Telus refuses to lower prices despite challenging competition on the horizon
Rogers has created Chatr, and Bell has stated its Solo Mobile subsidary will be shifting down market.
Chatr and Solo will be locking their crosshairs onto targets Wind Mobile, and Moblicity, market newbies whose customer demographic is value-conscious cellphone consumers.
Despite this drastic down-market change, Telus isn’t budging.
“Sometimes, in our view, it makes sense to be expeditiously reactive; other times it makes sense to keep your powder dry,” Darren Entwhistle, chief executive officer of the increasingly notorious Telus is quoted as saying in The Province.
Telus is taking Darren’s latter view, clearly, in part because the company harbours fears over regulatory obstacles that constrict it. This means that Koodo, Telus’s little guy, won’t be seeing price cuts. But Bell, on the other hand, has decided to be “expeditiously reactive,” as Darren puts it: George Cope, CEO of Bell, said “We will defend our third of the prepaid market,” during the company’s latest earnings call, referring to Solo Mobile and implying price reductions to remain on par with Chatr, Wind, and Moblicity.
Darren says he’s “satisfied right now with Telus’s status quo.” And I suppose he ought be: Net income, earnings per share, and revenue are all up for Telus from a year ago. But it would be nice if Telus dropped prices: then we wouldn’t have to worry about being broke deadbeats.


* WHAT THE TASK ASKS
Transcribe the following entries word for word; no picture is to appear in the copy.

Component data from apps and pages:
══════
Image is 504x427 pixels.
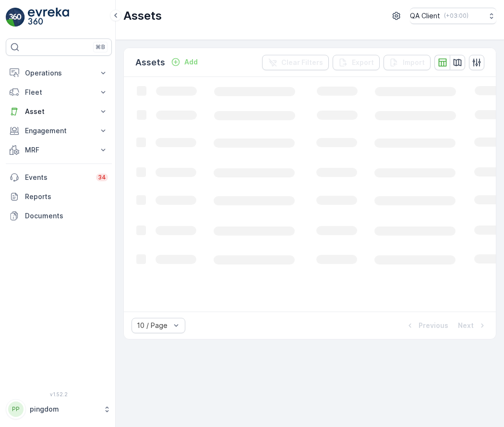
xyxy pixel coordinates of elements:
[403,58,425,67] p: Import
[5,8,25,27] img: logo
[457,320,488,331] button: Next
[5,140,112,160] button: MRF
[410,8,497,24] button: QA Client(+03:00)
[458,321,474,330] p: Next
[352,58,374,67] p: Export
[333,55,380,70] button: Export
[282,58,323,67] p: Clear Filters
[5,63,112,83] button: Operations
[25,87,93,97] p: Fleet
[124,8,162,24] p: Assets
[30,404,99,414] p: pingdom
[5,121,112,140] button: Engagement
[98,173,106,181] p: 34
[25,145,93,155] p: MRF
[25,211,108,221] p: Documents
[419,321,449,330] p: Previous
[135,56,165,69] p: Assets
[5,399,112,419] button: PPpingdom
[25,68,93,78] p: Operations
[5,168,112,187] a: Events34
[185,57,198,67] p: Add
[167,56,202,68] button: Add
[5,206,112,226] a: Documents
[25,192,108,201] p: Reports
[410,11,441,21] p: QA Client
[262,55,329,70] button: Clear Filters
[5,391,112,397] span: v 1.52.2
[5,187,112,206] a: Reports
[444,12,469,20] p: ( +03:00 )
[25,126,93,135] p: Engagement
[28,8,69,27] img: logo_light-DOdMpM7g.png
[5,102,112,121] button: Asset
[96,43,105,51] p: ⌘B
[404,320,450,331] button: Previous
[25,107,93,117] p: Asset
[8,401,24,417] div: PP
[384,55,431,70] button: Import
[25,173,90,182] p: Events
[5,83,112,102] button: Fleet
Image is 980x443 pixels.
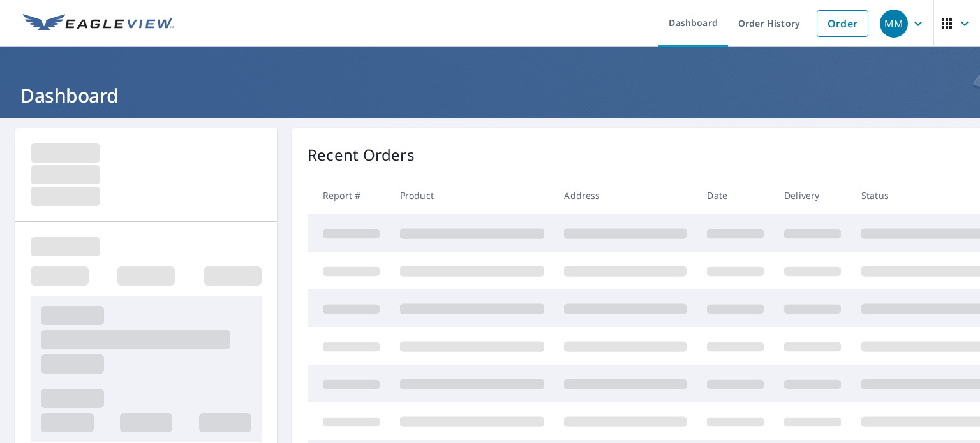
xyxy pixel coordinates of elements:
[23,14,174,34] img: EV Logo
[15,82,965,109] h1: Dashboard
[817,11,868,37] a: Order
[879,10,908,38] div: MM
[554,176,697,214] th: Address
[307,176,389,214] th: Report #
[773,176,851,214] th: Delivery
[307,144,415,167] p: Recent Orders
[389,176,554,214] th: Product
[697,176,773,214] th: Date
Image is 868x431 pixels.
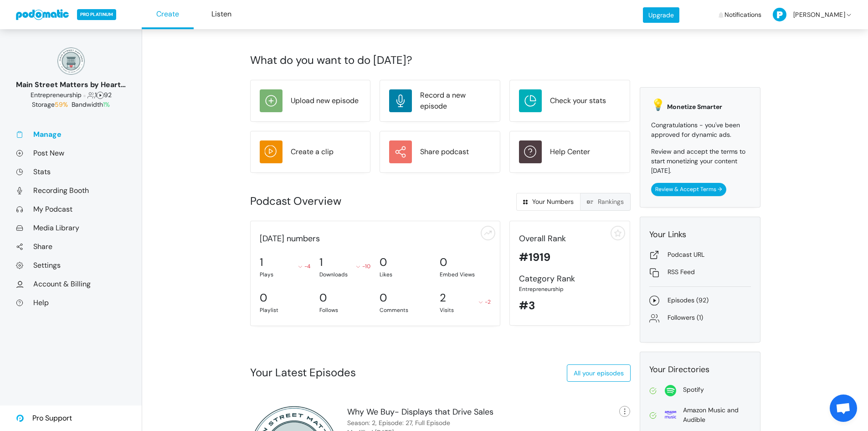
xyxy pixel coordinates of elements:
[550,147,590,157] div: Help Center
[97,91,104,99] span: Episodes
[16,91,126,100] div: 1 92
[16,297,126,307] a: Help
[259,254,263,271] div: 1
[516,193,581,210] a: Your Numbers
[16,167,126,177] a: Stats
[794,2,846,28] span: [PERSON_NAME]
[649,384,751,396] a: Spotify
[649,296,751,305] a: Episodes (92)
[259,290,267,306] div: 0
[259,90,361,112] a: Upload new episode
[649,250,751,259] a: Podcast URL
[255,233,496,245] div: [DATE] numbers
[649,313,751,322] a: Followers (1)
[667,102,722,112] span: Monetize Smarter
[652,121,749,140] p: Congratulations - you've been approved for dynamic ads.
[519,141,621,163] a: Help Center
[290,96,359,106] div: Upload new episode
[196,1,247,29] a: Listen
[684,384,704,394] div: Spotify
[259,306,311,314] div: Playlist
[652,147,749,176] p: Review and accept the terms to start monetizing your content [DATE].
[379,306,431,314] div: Comments
[320,271,371,278] div: Downloads
[421,147,469,157] div: Share podcast
[77,9,116,20] span: PRO PLATINUM
[16,260,126,270] a: Settings
[655,185,716,193] span: Review & Accept Terms
[830,394,858,422] a: Open chat
[16,129,126,139] a: Manage
[320,306,371,314] div: Follows
[665,384,677,396] img: spotify-814d7a4412f2fa8a87278c8d4c03771221523d6a641bdc26ea993aaf80ac4ffe.svg
[379,271,431,278] div: Likes
[773,2,852,28] a: [PERSON_NAME]
[16,223,126,233] a: Media Library
[250,193,436,209] div: Podcast Overview
[16,185,126,195] a: Recording Booth
[390,90,490,112] a: Record a new episode
[649,363,751,376] div: Your Directories
[649,228,751,240] div: Your Links
[725,2,762,28] span: Notifications
[650,97,668,113] span: 💡
[16,79,126,91] div: Main Street Matters by Heart on [GEOGRAPHIC_DATA]
[250,364,356,380] div: Your Latest Episodes
[440,290,446,306] div: 2
[421,90,490,112] div: Record a new episode
[440,271,490,278] div: Embed Views
[103,100,109,109] span: 1%
[519,90,621,112] a: Check your stats
[320,254,322,271] div: 1
[519,284,621,293] div: Entrepreneurship
[16,279,126,289] a: Account & Billing
[379,290,387,306] div: 0
[30,91,82,99] span: Business: Entrepreneurship
[665,409,677,421] img: amazon-69639c57110a651e716f65801135d36e6b1b779905beb0b1c95e1d99d62ebab9.svg
[141,1,194,29] a: Create
[479,297,490,306] div: -2
[16,148,126,158] a: Post New
[643,7,679,22] a: Upgrade
[32,100,70,109] span: Storage
[16,405,72,431] a: Pro Support
[649,267,751,277] a: RSS Feed
[259,271,311,278] div: Plays
[379,254,387,271] div: 0
[718,185,722,193] span: →
[259,141,361,163] a: Create a clip
[440,306,490,314] div: Visits
[250,52,760,68] div: What do you want to do [DATE]?
[16,241,126,251] a: Share
[320,290,327,306] div: 0
[356,262,371,271] div: -10
[16,204,126,214] a: My Podcast
[519,272,621,284] div: Category Rank
[550,96,606,106] div: Check your stats
[88,91,95,99] span: Followers
[290,147,334,157] div: Create a clip
[390,141,490,163] a: Share podcast
[684,405,751,424] div: Amazon Music and Audible
[519,233,621,245] div: Overall Rank
[519,297,621,314] div: #3
[567,364,631,382] a: All your episodes
[72,100,109,109] span: Bandwidth
[580,193,631,210] a: Rankings
[440,254,447,271] div: 0
[58,47,84,75] img: 150x150_17130234.png
[773,8,787,22] img: P-50-ab8a3cff1f42e3edaa744736fdbd136011fc75d0d07c0e6946c3d5a70d29199b.png
[298,262,310,271] div: -4
[649,405,751,424] a: Amazon Music and Audible
[347,406,494,418] div: Why We Buy- Displays that Drive Sales
[347,418,450,428] div: Season: 2, Episode: 27, Full Episode
[54,100,68,109] span: 59%
[519,249,621,265] div: #1919
[652,183,727,196] a: Review & Accept Terms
══════
* RESPONSE AREA
Image is 504x427 pixels.
xyxy pixel coordinates of elements:
[403,58,425,67] p: Import
[5,8,25,27] img: logo
[457,320,488,331] button: Next
[5,140,112,160] button: MRF
[410,8,497,24] button: QA Client(+03:00)
[458,321,474,330] p: Next
[352,58,374,67] p: Export
[333,55,380,70] button: Export
[282,58,323,67] p: Clear Filters
[5,63,112,83] button: Operations
[25,87,93,97] p: Fleet
[124,8,162,24] p: Assets
[30,404,99,414] p: pingdom
[5,121,112,140] button: Engagement
[98,173,106,181] p: 34
[25,145,93,155] p: MRF
[25,211,108,221] p: Documents
[419,321,449,330] p: Previous
[135,56,165,69] p: Assets
[5,399,112,419] button: PPpingdom
[25,68,93,78] p: Operations
[5,168,112,187] a: Events34
[185,57,198,67] p: Add
[167,56,202,68] button: Add
[5,206,112,226] a: Documents
[25,192,108,201] p: Reports
[410,11,441,21] p: QA Client
[262,55,329,70] button: Clear Filters
[5,391,112,397] span: v 1.52.2
[5,187,112,206] a: Reports
[444,12,469,20] p: ( +03:00 )
[25,126,93,135] p: Engagement
[28,8,69,27] img: logo_light-DOdMpM7g.png
[5,102,112,121] button: Asset
[96,43,105,51] p: ⌘B
[404,320,450,331] button: Previous
[25,107,93,117] p: Asset
[8,401,24,417] div: PP
[384,55,431,70] button: Import
[25,173,90,182] p: Events
[5,83,112,102] button: Fleet
Image is 980x443 pixels.
xyxy pixel coordinates of elements:
[23,14,174,34] img: EV Logo
[15,82,965,109] h1: Dashboard
[817,11,868,37] a: Order
[879,10,908,38] div: MM
[554,176,697,214] th: Address
[307,176,389,214] th: Report #
[773,176,851,214] th: Delivery
[307,144,415,167] p: Recent Orders
[389,176,554,214] th: Product
[697,176,773,214] th: Date
Image is 868x431 pixels.
xyxy pixel coordinates of elements:
[550,147,590,157] div: Help Center
[97,91,104,99] span: Episodes
[16,91,126,100] div: 1 92
[16,297,126,307] a: Help
[259,254,263,271] div: 1
[516,193,581,210] a: Your Numbers
[16,167,126,177] a: Stats
[794,2,846,28] span: [PERSON_NAME]
[649,384,751,396] a: Spotify
[649,296,751,305] a: Episodes (92)
[259,290,267,306] div: 0
[259,90,361,112] a: Upload new episode
[649,250,751,259] a: Podcast URL
[255,233,496,245] div: [DATE] numbers
[649,313,751,322] a: Followers (1)
[667,102,722,112] span: Monetize Smarter
[652,121,749,140] p: Congratulations - you've been approved for dynamic ads.
[519,141,621,163] a: Help Center
[290,96,359,106] div: Upload new episode
[196,1,247,29] a: Listen
[684,384,704,394] div: Spotify
[259,306,311,314] div: Playlist
[652,147,749,176] p: Review and accept the terms to start monetizing your content [DATE].
[379,306,431,314] div: Comments
[320,271,371,278] div: Downloads
[421,147,469,157] div: Share podcast
[77,9,116,20] span: PRO PLATINUM
[16,260,126,270] a: Settings
[655,185,716,193] span: Review & Accept Terms
[830,394,858,422] a: Open chat
[16,129,126,139] a: Manage
[320,306,371,314] div: Follows
[665,384,677,396] img: spotify-814d7a4412f2fa8a87278c8d4c03771221523d6a641bdc26ea993aaf80ac4ffe.svg
[379,271,431,278] div: Likes
[773,2,852,28] a: [PERSON_NAME]
[16,223,126,233] a: Media Library
[250,193,436,209] div: Podcast Overview
[16,185,126,195] a: Recording Booth
[390,90,490,112] a: Record a new episode
[649,363,751,376] div: Your Directories
[649,228,751,240] div: Your Links
[725,2,762,28] span: Notifications
[650,97,668,113] span: 💡
[16,79,126,91] div: Main Street Matters by Heart on [GEOGRAPHIC_DATA]
[250,364,356,380] div: Your Latest Episodes
[440,290,446,306] div: 2
[421,90,490,112] div: Record a new episode
[440,271,490,278] div: Embed Views
[103,100,109,109] span: 1%
[519,90,621,112] a: Check your stats
[320,254,322,271] div: 1
[519,284,621,293] div: Entrepreneurship
[16,279,126,289] a: Account & Billing
[379,290,387,306] div: 0
[30,91,82,99] span: Business: Entrepreneurship
[665,409,677,421] img: amazon-69639c57110a651e716f65801135d36e6b1b779905beb0b1c95e1d99d62ebab9.svg
[141,1,194,29] a: Create
[479,297,490,306] div: -2
[16,148,126,158] a: Post New
[643,7,679,22] a: Upgrade
[32,100,70,109] span: Storage
[16,405,72,431] a: Pro Support
[649,267,751,277] a: RSS Feed
[259,271,311,278] div: Plays
[379,254,387,271] div: 0
[718,185,722,193] span: →
[259,141,361,163] a: Create a clip
[440,306,490,314] div: Visits
[250,52,760,68] div: What do you want to do [DATE]?
[16,241,126,251] a: Share
[320,290,327,306] div: 0
[356,262,371,271] div: -10
[16,204,126,214] a: My Podcast
[519,272,621,284] div: Category Rank
[550,96,606,106] div: Check your stats
[88,91,95,99] span: Followers
[290,147,334,157] div: Create a clip
[390,141,490,163] a: Share podcast
[684,405,751,424] div: Amazon Music and Audible
[519,233,621,245] div: Overall Rank
[519,297,621,314] div: #3
[567,364,631,382] a: All your episodes
[72,100,109,109] span: Bandwidth
[580,193,631,210] a: Rankings
[440,254,447,271] div: 0
[58,47,84,75] img: 150x150_17130234.png
[773,8,787,22] img: P-50-ab8a3cff1f42e3edaa744736fdbd136011fc75d0d07c0e6946c3d5a70d29199b.png
[298,262,310,271] div: -4
[649,405,751,424] a: Amazon Music and Audible
[347,406,494,418] div: Why We Buy- Displays that Drive Sales
[347,418,450,428] div: Season: 2, Episode: 27, Full Episode
[54,100,68,109] span: 59%
[519,249,621,265] div: #1919
[652,183,727,196] a: Review & Accept Terms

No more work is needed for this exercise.